I left the fugitive my climbing boots, the pot, food, matches, two packs of cigarettes, my change of clothes, and my medicine chest. I knew that if he survived he would laugh over the idiot he had met and regret that he had not met me sooner when he was strong enough to rob and kill me, so that I would not turn him in. Calling for a police helicopter was my most frequent thought, and I sometimes imagined hearing the propeller blades through the rain, that it was passing by and would land, and that others would make the decision for me and drag him onboard. But for me to go through the pass and tell our radio man to call for a copterhere, near the former campit all took on another meaning; here the echo would have responded too readily to the barking of guard dogs and shots, if the fugitive tried to hide; here it was fundamentally wrong to appeal to the authorities, to the state, its court and justice; this place had its history, and it very strongly defined what was allowable here and what was not.
I climbed out of the hole to see how far the clouds were; behind me I heard metalthe fugitive was opening cans. I turned; the broth had given him a little strength, enough to use the shiv; I couldn't jump into the hole, he would kill me, he thought I wanted to take away the food; all the same, I jumped in to get my backpack, and he threw a rock at me; I tried to pull him away from the cans, but he poked at me with the shiv, growled, kicked, grabbed me with his free hand and held me down with his knee; I hit him, I was stronger, but strength meant nothing herehe was frenzied, he was guarding the hole, guarding the food; I knocked him down, but he rose and threw himself at my feet, biting down on my trousers, and tore deep into my calf with the shiv; I got out of the hole, and he began tossing out the pot, clothing, shoes, bandageseverything but the food; he no longer knew what things meant, and his mind still only recognized food as food.
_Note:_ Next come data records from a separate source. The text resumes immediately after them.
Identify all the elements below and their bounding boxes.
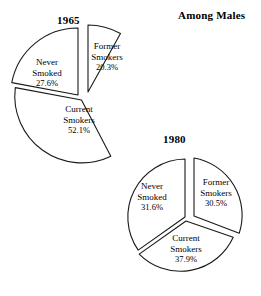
slice-label-line2: Smoked xyxy=(124,192,180,203)
figure-canvas: Among Males 1965 Never Smoked 27.6% Form… xyxy=(0,0,261,296)
slice-label-1980-former-smokers: Former Smokers 30.5% xyxy=(188,177,244,209)
slice-value: 37.9% xyxy=(156,254,216,265)
slice-value: 52.1% xyxy=(49,125,109,136)
slice-label-1980-current-smokers: Current Smokers 37.9% xyxy=(156,233,216,265)
slice-label-1965-former-smokers: Former Smokers 20.3% xyxy=(79,41,135,73)
slice-label-1965-current-smokers: Current Smokers 52.1% xyxy=(49,104,109,136)
slice-label-line2: Smokers xyxy=(188,188,244,199)
slice-value: 20.3% xyxy=(79,62,135,73)
slice-label-line2: Smokers xyxy=(49,115,109,126)
slice-label-line1: Current xyxy=(156,233,216,244)
slice-label-line1: Never xyxy=(19,57,75,68)
slice-label-line1: Former xyxy=(79,41,135,52)
slice-label-line1: Current xyxy=(49,104,109,115)
figure-heading: Among Males xyxy=(178,9,245,21)
slice-value: 27.6% xyxy=(19,78,75,89)
slice-label-1980-never-smoked: Never Smoked 31.6% xyxy=(124,181,180,213)
slice-label-line1: Never xyxy=(124,181,180,192)
slice-value: 30.5% xyxy=(188,198,244,209)
slice-label-1965-never-smoked: Never Smoked 27.6% xyxy=(19,57,75,89)
slice-label-line2: Smokers xyxy=(79,52,135,63)
slice-value: 31.6% xyxy=(124,202,180,213)
slice-label-line1: Former xyxy=(188,177,244,188)
slice-label-line2: Smokers xyxy=(156,244,216,255)
chart-title-1965: 1965 xyxy=(57,14,80,26)
slice-label-line2: Smoked xyxy=(19,68,75,79)
chart-title-1980: 1980 xyxy=(163,133,186,145)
I bandaged my leg while he growled and choked down tinned meat, drank evaporated milk from a perforated can, and gulped down crackers with the wrapping paper; he was killing himself, after a long fast he would get twisted bowels, but he couldn't stop.
He died in an hour; even in convulsions he wouldn't let me approach; even dying, when I tried to press down on his belly, stick my fingers in his mouth to make him vomit, he hit and bit me; in his jacket pocket I later found an empty matchbox and three fingers smoked over a campfire; the meat was preserved and did not rot.
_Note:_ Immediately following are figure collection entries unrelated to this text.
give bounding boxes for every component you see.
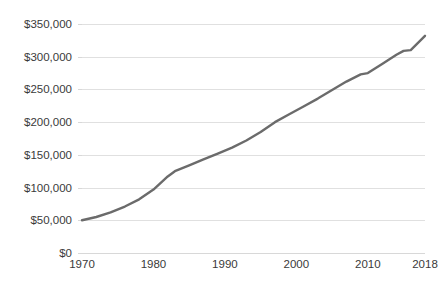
y-axis-tick-label: $50,000 xyxy=(30,214,72,226)
y-axis-labels: $0$50,000$100,000$150,000$200,000$250,00… xyxy=(24,18,72,259)
axis-tick-marks xyxy=(78,25,82,254)
y-axis-tick-label: $150,000 xyxy=(24,149,72,161)
x-axis-tick-label: 2018 xyxy=(412,258,438,270)
y-axis-tick-label: $200,000 xyxy=(24,116,72,128)
y-axis-tick-label: $350,000 xyxy=(24,18,72,30)
data-series xyxy=(82,36,425,221)
y-axis-tick-label: $0 xyxy=(59,247,72,259)
x-axis-tick-label: 1970 xyxy=(69,258,95,270)
x-axis-labels: 197019801990200020102018 xyxy=(69,258,438,270)
series-line xyxy=(82,36,425,221)
y-axis-tick-label: $250,000 xyxy=(24,83,72,95)
line-chart: $0$50,000$100,000$150,000$200,000$250,00… xyxy=(0,0,440,289)
x-axis-tick-label: 1980 xyxy=(141,258,167,270)
gridlines xyxy=(82,25,425,254)
x-axis-tick-label: 2010 xyxy=(355,258,381,270)
x-axis-tick-label: 1990 xyxy=(212,258,238,270)
y-axis-tick-label: $300,000 xyxy=(24,51,72,63)
y-axis-tick-label: $100,000 xyxy=(24,182,72,194)
x-axis-tick-label: 2000 xyxy=(284,258,310,270)
chart-canvas: $0$50,000$100,000$150,000$200,000$250,00… xyxy=(0,0,440,289)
My mind was so debilitated and my emotions so drained that I actually wondered whether the fingers should be buried separately or with him in one grave; then I realized that the second, eaten fugitive was already inseparable from the first; I piled stones over the dead man and added some soil with my sapper's shovel; I did not try to remove the empty cans and wrappersI couldn't go down there again.
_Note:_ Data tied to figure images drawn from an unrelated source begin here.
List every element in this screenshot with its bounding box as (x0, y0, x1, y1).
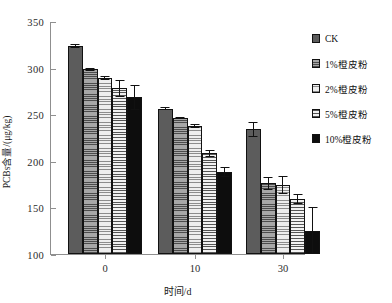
y-tick-mark (51, 162, 56, 163)
error-bar-cap-top (308, 207, 317, 208)
error-bar-cap-top (115, 80, 124, 81)
error-bar-line (134, 85, 135, 109)
bar-rect (261, 183, 276, 254)
error-bar-cap-bottom (220, 176, 229, 177)
bar-5%橙皮粉-30[interactable] (290, 21, 305, 254)
legend-label: 1%橙皮粉 (325, 57, 368, 71)
error-bar-cap-bottom (278, 193, 287, 194)
bar-rect (276, 185, 291, 254)
error-bar (115, 80, 124, 97)
bar-rect (68, 46, 83, 254)
error-bar-cap-top (264, 177, 273, 178)
error-bar-cap-bottom (100, 79, 109, 80)
error-bar-cap-bottom (264, 189, 273, 190)
legend-item-2%橙皮粉[interactable]: 2%橙皮粉 (312, 76, 390, 101)
error-bar (264, 177, 273, 190)
bar-rect (246, 129, 261, 254)
error-bar (130, 85, 139, 109)
error-bar-line (119, 80, 120, 97)
bar-rect (173, 118, 188, 254)
y-axis-title: PCBs含量/(μg/kg) (0, 115, 13, 188)
bar-10%橙皮粉-10[interactable] (217, 21, 232, 254)
legend-swatch-icon (312, 34, 320, 43)
legend-item-1%橙皮粉[interactable]: 1%橙皮粉 (312, 51, 390, 76)
error-bar-cap-top (71, 44, 80, 45)
bar-2%橙皮粉-30[interactable] (276, 21, 291, 254)
y-tick-label: 100 (27, 250, 51, 261)
error-bar (86, 68, 95, 72)
bar-1%橙皮粉-0[interactable] (83, 21, 98, 254)
bar-1%橙皮粉-30[interactable] (261, 21, 276, 254)
y-tick-label: 200 (27, 156, 51, 167)
error-bar-cap-top (190, 124, 199, 125)
x-axis-title: 时间/d (50, 283, 305, 298)
error-bar (161, 107, 170, 111)
error-bar-cap-top (278, 176, 287, 177)
legend-swatch-icon (312, 59, 320, 68)
bar-rect (127, 97, 142, 254)
error-bar-cap-top (249, 122, 258, 123)
x-tick-mark (105, 254, 106, 259)
x-tick-mark (283, 254, 284, 259)
error-bar-cap-bottom (249, 136, 258, 137)
y-tick-mark (51, 69, 56, 70)
plot-area: 10015020025030035001030 (50, 22, 305, 255)
bar-group-10 (158, 22, 232, 254)
chart-figure: PCBs含量/(μg/kg) 10015020025030035001030 时… (0, 0, 392, 303)
error-bar-line (312, 207, 313, 254)
y-tick-mark (51, 115, 56, 116)
error-bar-cap-bottom (190, 127, 199, 128)
bar-group-0 (68, 22, 142, 254)
legend-label: 5%橙皮粉 (325, 107, 368, 121)
bar-rect (112, 88, 127, 254)
error-bar (176, 117, 185, 119)
legend-swatch-icon (312, 109, 320, 118)
bar-CK-30[interactable] (246, 21, 261, 254)
error-bar-line (282, 176, 283, 195)
bar-rect (83, 69, 98, 254)
bar-2%橙皮粉-0[interactable] (98, 21, 113, 254)
bar-group-30 (246, 22, 320, 254)
error-bar-cap-top (293, 194, 302, 195)
legend-swatch-icon (312, 134, 320, 143)
error-bar-cap-top (100, 76, 109, 77)
error-bar (220, 167, 229, 176)
legend-item-CK[interactable]: CK (312, 26, 390, 51)
error-bar-cap-bottom (161, 109, 170, 110)
bar-rect (202, 153, 217, 254)
y-tick-label: 250 (27, 110, 51, 121)
bar-rect (98, 78, 113, 254)
error-bar (278, 176, 287, 195)
y-tick-label: 350 (27, 17, 51, 28)
error-bar-cap-top (86, 68, 95, 69)
bar-CK-10[interactable] (158, 21, 173, 254)
error-bar-cap-bottom (86, 70, 95, 71)
x-tick-label-0: 0 (102, 263, 107, 274)
legend-item-5%橙皮粉[interactable]: 5%橙皮粉 (312, 101, 390, 126)
error-bar-line (253, 122, 254, 137)
error-bar-cap-bottom (130, 109, 139, 110)
legend-item-10%橙皮粉[interactable]: 10%橙皮粉 (312, 126, 390, 151)
legend-label: 2%橙皮粉 (325, 82, 368, 96)
error-bar-cap-bottom (293, 203, 302, 204)
bar-rect (290, 199, 305, 254)
error-bar (71, 44, 80, 48)
error-bar-cap-top (161, 107, 170, 108)
error-bar (308, 207, 317, 254)
bar-rect (158, 109, 173, 254)
error-bar (100, 76, 109, 80)
bar-rect (188, 126, 203, 254)
bar-5%橙皮粉-10[interactable] (202, 21, 217, 254)
error-bar (293, 194, 302, 203)
bar-CK-0[interactable] (68, 21, 83, 254)
bar-1%橙皮粉-10[interactable] (173, 21, 188, 254)
bar-rect (217, 172, 232, 254)
x-tick-mark (195, 254, 196, 259)
legend-label: 10%橙皮粉 (325, 132, 372, 146)
error-bar-cap-bottom (71, 47, 80, 48)
y-tick-mark (51, 22, 56, 23)
bar-10%橙皮粉-0[interactable] (127, 21, 142, 254)
bar-2%橙皮粉-10[interactable] (188, 21, 203, 254)
bar-5%橙皮粉-0[interactable] (112, 21, 127, 254)
legend-label: CK (325, 34, 338, 44)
It was snowing; the low front had scattered the small foggy clouds and behind the blizzard, still quiet, transparent, I could see the ruins of the camp; a sunbeam broke through the clouds, illuminating the ruins, and it seemed that they were swallowing the cold glow of the snowy sun, the way light falls inside the rear of a sand storm; in that space of distortion and loss, the human does not function, there can be no care, or gift, or compassionthe distortions pull them into their orbits and swirl them into unwilling collaboration with evil.
That is how I see that camp and lake in the valley; there I understood everything that subsequently served as a guiding light.
Excerpted from Oblivion by Sergei Lebedev. Copyright © 2016 by Sergei Lebedev. Excerpted by permission of New Vessel Press. All rights reserved. No part of this excerpt may be reproduced or reprinted without permission in writing from the publisher.
Analyzing humor is like dissecting a frog. Few people are interested and the frog dies of it.